MICHAEL MANN: 'MIAMI VICE'
Iain Blair
Issue: August 1, 2006

MICHAEL MANN: 'MIAMI VICE'

HOLLYWOOD — When director Michael Mann decided to make Miami Vice his next feature film after his hit Collateral, it was a case of something old and something very new. Old, because the four-time Oscar-nominated Mann, whose credits include The Insider, Heat and Ali, first made his name directing this seminal and influential TV series back in the mid-'80s. New, because the writer/producer/director, who is well known as a demanding perfectionist, decided to shoot the feature film project using the very latest HD camera systems, the set-up he'd first pioneered on Collateral

As he puts it, "It's the only technology out there" that would allow him to translate the gritty, visceral Miami Vice images he had in his head onto the big screen, which in turn necessitated new production and post approaches.

Mann, who also wrote the script, is quick to stress that those gritty images are "a long way" from the sunny vibe and pastel shades of the popular TV series. "The proposition that really became really exciting was the idea of really getting into undercover work, and what it does to you, what you do to it, and the whole idea of living a fabricated identity that's actually just an extension of yourself, and doing it in 2006 — right now," he notes. "You're not gonna have crocodiles or alligators, you're not gonna have sailboats, you're not gonna have nostalgia. And you're gonna do it for real as a big picture, and it's gonna be R-rated because you do dangerous work in difficult places, where bad things happen. You have relations with women, there's sexuality, there's language, and that became an exciting proposition."

He says it was never conceived as a derivative. "It's 2006, it's Miami Vice for real, and it has in its core kind of an emotional, overt way of telling its story, and it takes place in the alluring, kind of perfumed reality of Miami, in which you've got this layer of things which are very sensuous and beautiful, and underneath it there's stuff that's very, very dangerous."

To capture that sense of raw danger, Mann took his cast, including leads Colin Farrell and Jamie Foxx, on an intense shoot that included locations ranging from the lesser-seen back streets of Miami and its docks to the Dominican Republic, Paraguay and Uruguay.

GOING HD

The director once again teamed up with DP Dion Beebe, who shot Collateral for Mann and whose credits include Chicago, Memoirs of a Geisha and Charlotte Gray. "When we did Collateral, we shot about half the movie on 35mm film, and then about 20 to 25 percent with the Sony CineAlta HD camera, and the rest with the Viper FilmStream [from Grass Valley]," he reports. "This time, we did it all HD, mainly with the Vipers."

In addition to four Vipers, with two back-ups, the digital camera package from Plus 8 Digital in Burbank included two Sony F950s and one Sony F900. Adds Mann, "We had two DPs on [Collateral], for various reasons; this time it was just Dion, who was just great on this, especially considering how difficult and challenging it is to try and shoot a whole movie on HD. In that sense, we were way out on the frontier here of what's possible, and I loved the look we were able to get."

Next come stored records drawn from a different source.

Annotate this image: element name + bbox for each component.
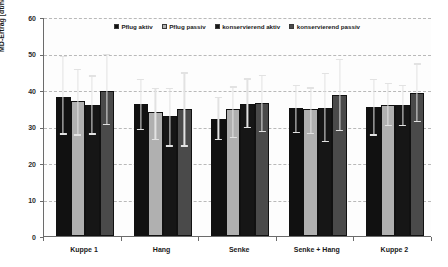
error-bar-cap-top [293, 85, 300, 86]
legend-item[interactable]: konservierend aktiv [215, 23, 281, 30]
error-bar [232, 86, 233, 137]
error-bar-cap-bottom [74, 134, 81, 135]
error-bar-cap-bottom [385, 125, 392, 126]
error-bar [140, 79, 141, 130]
bar-slot [56, 18, 71, 236]
bar-slot [226, 18, 241, 236]
legend-item[interactable]: konservierend passiv [289, 23, 360, 30]
error-bar [184, 72, 185, 146]
error-bar [339, 59, 340, 131]
x-axis-category-label: Senke + Hang [272, 246, 362, 253]
bar-slot [303, 18, 318, 236]
bar-slot [410, 18, 425, 236]
error-bar [155, 88, 156, 141]
chart-legend: Pflug aktivPflug passivkonservierend akt… [43, 23, 431, 30]
x-axis-tick [198, 237, 199, 241]
legend-swatch-icon [215, 24, 220, 29]
error-bar-cap-bottom [414, 121, 421, 122]
bar-series-layer [44, 18, 431, 236]
error-bar-cap-top [89, 75, 96, 76]
bar-slot [395, 18, 410, 236]
error-bar-cap-top [244, 78, 251, 79]
bar-slot [381, 18, 396, 236]
bar-group [366, 18, 424, 236]
x-axis-tick [276, 237, 277, 241]
error-bar-cap-bottom [89, 133, 96, 134]
error-bar-cap-top [60, 56, 67, 57]
error-bar-cap-bottom [307, 133, 314, 134]
error-bar-cap-bottom [166, 145, 173, 146]
x-axis-category-label: Kuppe 1 [39, 246, 129, 253]
y-axis-tick-label: 10 [10, 197, 36, 204]
y-axis-tick-label: 50 [10, 51, 36, 58]
legend-swatch-icon [162, 24, 167, 29]
error-bar-cap-top [74, 69, 81, 70]
error-bar-cap-top [166, 88, 173, 89]
error-bar [324, 73, 325, 142]
error-bar-cap-top [385, 83, 392, 84]
x-axis-tick [43, 237, 44, 241]
bar-slot [85, 18, 100, 236]
x-axis-tick [121, 237, 122, 241]
error-bar [295, 85, 296, 134]
bar-group [134, 18, 192, 236]
error-bar-cap-bottom [258, 131, 265, 132]
legend-item[interactable]: Pflug aktiv [114, 23, 153, 30]
y-axis-tick-label: 0 [10, 234, 36, 241]
legend-swatch-icon [289, 24, 294, 29]
error-bar-cap-bottom [152, 139, 159, 140]
error-bar-cap-top [229, 86, 236, 87]
error-bar-cap-bottom [103, 124, 110, 125]
x-axis-category-label: Hang [117, 246, 207, 253]
bar-slot [177, 18, 192, 236]
error-bar-cap-top [322, 73, 329, 74]
error-bar-cap-top [336, 59, 343, 60]
bar-slot [134, 18, 149, 236]
bar-group [56, 18, 114, 236]
legend-item-label: konservierend aktiv [222, 23, 280, 30]
error-bar [77, 69, 78, 136]
error-bar-cap-bottom [244, 127, 251, 128]
bar-slot [100, 18, 115, 236]
error-bar-cap-bottom [215, 139, 222, 140]
error-bar [63, 56, 64, 135]
error-bar-cap-top [414, 63, 421, 64]
error-bar-cap-top [137, 79, 144, 80]
error-bar [247, 78, 248, 128]
x-axis-tick [431, 237, 432, 241]
bar-slot [366, 18, 381, 236]
y-axis-tick-label: 40 [10, 88, 36, 95]
error-bar [106, 54, 107, 125]
error-bar [373, 79, 374, 136]
error-bar-cap-bottom [60, 133, 67, 134]
x-axis-category-label: Kuppe 2 [349, 246, 439, 253]
bar-group [289, 18, 347, 236]
bar-slot [211, 18, 226, 236]
error-bar [92, 75, 93, 134]
y-axis-tick-label: 30 [10, 124, 36, 131]
bar-slot [163, 18, 178, 236]
bar-slot [148, 18, 163, 236]
error-bar-cap-bottom [370, 134, 377, 135]
legend-item-label: konservierend passiv [297, 23, 360, 30]
y-axis-tick-label: 60 [10, 15, 36, 22]
legend-item-label: Pflug passiv [169, 23, 205, 30]
error-bar-cap-top [307, 87, 314, 88]
error-bar-cap-bottom [293, 132, 300, 133]
error-bar-cap-bottom [322, 141, 329, 142]
error-bar [218, 97, 219, 141]
bar-chart-figure: MD-Ertrag [dt/ha] 0102030405060 Pflug ak… [0, 0, 448, 267]
x-axis-tick [353, 237, 354, 241]
error-bar-cap-top [258, 75, 265, 76]
error-bar-cap-bottom [181, 145, 188, 146]
error-bar [169, 88, 170, 146]
bar-slot [240, 18, 255, 236]
legend-item[interactable]: Pflug passiv [162, 23, 206, 30]
error-bar-cap-top [399, 85, 406, 86]
bar-slot [289, 18, 304, 236]
x-axis-category-label: Senke [194, 246, 284, 253]
y-axis-title: MD-Ertrag [dt/ha] [0, 0, 5, 52]
error-bar [261, 75, 262, 133]
error-bar-cap-bottom [336, 130, 343, 131]
error-bar-cap-top [103, 54, 110, 55]
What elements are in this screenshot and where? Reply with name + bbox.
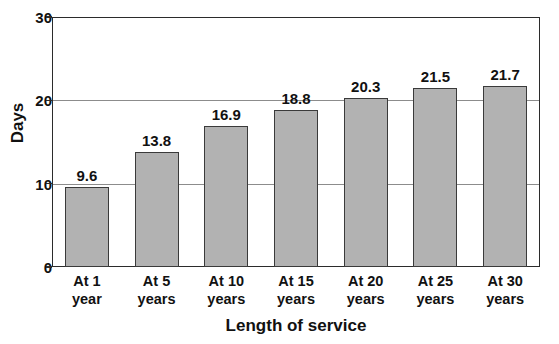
bar-value-label: 16.9	[186, 107, 266, 122]
x-tick-label-line: years	[460, 290, 550, 308]
x-axis-tick-labels: At 1yearAt 5yearsAt 10yearsAt 15yearsAt …	[52, 272, 540, 316]
bar	[204, 126, 248, 267]
bar-value-label: 20.3	[326, 79, 406, 94]
x-tick-label-line: At 30	[460, 272, 550, 290]
bar	[65, 187, 109, 267]
x-axis-title: Length of service	[52, 316, 540, 336]
x-tick-label: At 30years	[460, 272, 550, 308]
bar	[274, 110, 318, 267]
bar	[413, 88, 457, 267]
bar-value-label: 21.5	[395, 69, 475, 84]
bar-value-label: 9.6	[47, 168, 127, 183]
bar-value-label: 18.8	[256, 91, 336, 106]
bar	[135, 152, 179, 267]
bar-chart: Days 0102030 9.613.816.918.820.321.521.7…	[0, 0, 559, 344]
bar	[344, 98, 388, 267]
bar-value-label: 13.8	[117, 133, 197, 148]
bar-value-label: 21.7	[465, 67, 545, 82]
bars-layer: 9.613.816.918.820.321.521.7	[52, 17, 540, 267]
bar	[483, 86, 527, 267]
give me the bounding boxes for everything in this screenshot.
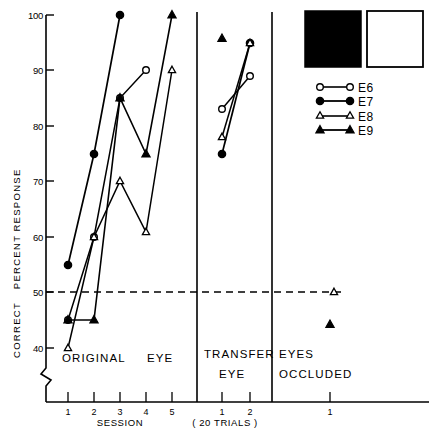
legend-entry-E7: E7	[316, 95, 373, 109]
panel-dividers	[197, 12, 272, 402]
legend-entry-E6: E6	[317, 81, 374, 95]
y-tick-label-70: 70	[33, 176, 43, 187]
legend-entry-E8: E8	[316, 110, 373, 124]
x-tick-label-s2: 2	[91, 407, 96, 417]
data-point-E8-t1	[218, 133, 225, 139]
x-tick-label-s4: 4	[143, 407, 148, 417]
legend-entry-E9: E9	[316, 124, 374, 138]
x-axis: 1 2 3 4 5 1 2 1 SESSION ( 20 TRIALS )	[46, 392, 429, 428]
y-axis: 100 90 80 70 60 50 40	[28, 10, 54, 402]
data-point-E7-s3	[116, 11, 123, 18]
legend-label-e8: E8	[358, 110, 373, 124]
y-tick-label-40: 40	[33, 343, 43, 354]
series-E8	[64, 39, 337, 350]
legend: E6 E7 E8 E9	[316, 81, 374, 138]
x-tick-label-t1: 1	[219, 407, 224, 417]
y-axis-title: RESPONSE PERCENT CORRECT	[11, 168, 22, 358]
legend-label-e7: E7	[358, 95, 373, 109]
y-tick-label-90: 90	[33, 65, 43, 76]
x-axis-title-trials: ( 20 TRIALS )	[192, 417, 258, 428]
data-point-E8-s4	[142, 228, 149, 234]
y-axis-title-percent: PERCENT	[11, 235, 22, 290]
legend-label-e9: E9	[358, 124, 373, 138]
y-axis-title-response: RESPONSE	[11, 168, 22, 231]
data-point-E8-s5	[168, 66, 175, 72]
data-point-E7-s1	[64, 261, 71, 268]
panel-label-occluded-line1: EYES	[279, 348, 314, 360]
data-point-E9-s4	[142, 150, 150, 158]
data-point-E9-o1	[326, 320, 334, 328]
data-point-E9-t1	[218, 34, 226, 42]
panel-label-original-line1: ORIGINAL	[62, 352, 126, 364]
chart-figure: 100 90 80 70 60 50 40 RESPONSE PERCENT C…	[0, 0, 429, 429]
legend-marker-open-triangle-end-icon	[346, 112, 353, 118]
data-point-E7-s2	[90, 150, 97, 157]
data-point-E6-t1	[219, 106, 226, 113]
legend-marker-filled-circle-icon	[316, 97, 323, 104]
legend-marker-open-triangle-icon	[316, 112, 323, 118]
panel-label-transfer-line2: EYE	[219, 368, 245, 380]
x-axis-title-session: SESSION	[97, 417, 143, 428]
x-tick-label-o1: 1	[327, 407, 332, 417]
series-E9	[64, 11, 334, 328]
panel-label-original-line2: EYE	[147, 352, 173, 364]
legend-label-e6: E6	[358, 81, 373, 95]
data-point-E7-t1	[218, 150, 225, 157]
panel-label-transfer-line1: TRANSFER	[204, 348, 275, 360]
data-point-E8-s3	[116, 177, 123, 183]
y-tick-label-50: 50	[33, 287, 43, 298]
data-point-E9-s5	[168, 11, 176, 19]
legend-marker-filled-circle-end-icon	[346, 97, 353, 104]
y-tick-label-60: 60	[33, 232, 43, 243]
y-axis-title-correct: CORRECT	[11, 302, 22, 358]
white-square-icon	[367, 11, 423, 67]
data-point-E8-s1	[64, 344, 71, 350]
x-tick-label-s5: 5	[169, 407, 174, 417]
data-point-E6-t2	[247, 73, 254, 80]
legend-marker-open-circle-icon	[317, 84, 324, 91]
panel-label-occluded-line2: OCCLUDED	[279, 368, 352, 380]
x-tick-label-s1: 1	[65, 407, 70, 417]
panel-labels: ORIGINAL EYE TRANSFER EYE EYES OCCLUDED	[62, 348, 352, 380]
y-tick-label-100: 100	[28, 10, 43, 21]
axis-break-icon	[41, 360, 51, 394]
x-tick-label-t2: 2	[247, 407, 252, 417]
legend-marker-open-circle-end-icon	[347, 84, 354, 91]
y-tick-label-80: 80	[33, 121, 43, 132]
data-point-E6-s4	[143, 67, 150, 74]
data-point-E8-o1	[330, 288, 337, 294]
series-E6	[65, 67, 254, 324]
chart-svg: 100 90 80 70 60 50 40 RESPONSE PERCENT C…	[0, 0, 429, 429]
legend-swatches	[305, 11, 423, 67]
x-tick-label-s3: 3	[117, 407, 122, 417]
black-square-icon	[305, 11, 361, 67]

Mann says that most of the film — "about 75 or 80 percent" — was shot entirely at night. "And while the technology wasn't really different from how we shot Collateral, we really pushed it to the limit on Miami Vice, especially in terms of sensitivity and night shoots," he adds. "The other big advance was that we also shot all the daylight stuff on HD, including all the speedboats and scenes with planes and jets and so on."

In fact, he reveals, the film originally opened with a spectacular speedboat race that he ended up cutting completely. "I always felt the story should be tight," he explains. "You should be dropped into their lives, and I wanted it to have an intensity, and a drive, where bang, you're in it, and when that movie ends, it goes to black, and that's as much of this story as we're telling right now. And so consequently, I have to make a lot of really difficult, hard, heart-breaking decisions sometimes about material that I really love, and people do fabulous work in, and unfortunately, you have to serve the greater good of that experience, so this stuff will absolutely be on DVD."

The film was edited by William Goldenberg and Paul Rubell, "who both edited The Insider for me," says Mann, "and I also worked closely with Company 3 in Santa Monica and colorist Stefan Sonnenfeld, who did Collateral for me, on the DI." After color correction was completed on the da Vinci 2K, it was all recorded out to film at Hollywood's EFilm.

Summing up, Mann says that "there was a little tweaking here and there," but that post ran "pretty smoothly. It definitely helped that we'd gone through this whole process on Collateral already, so we knew what to expect. And I love the way the film looks. For me, HD's the future."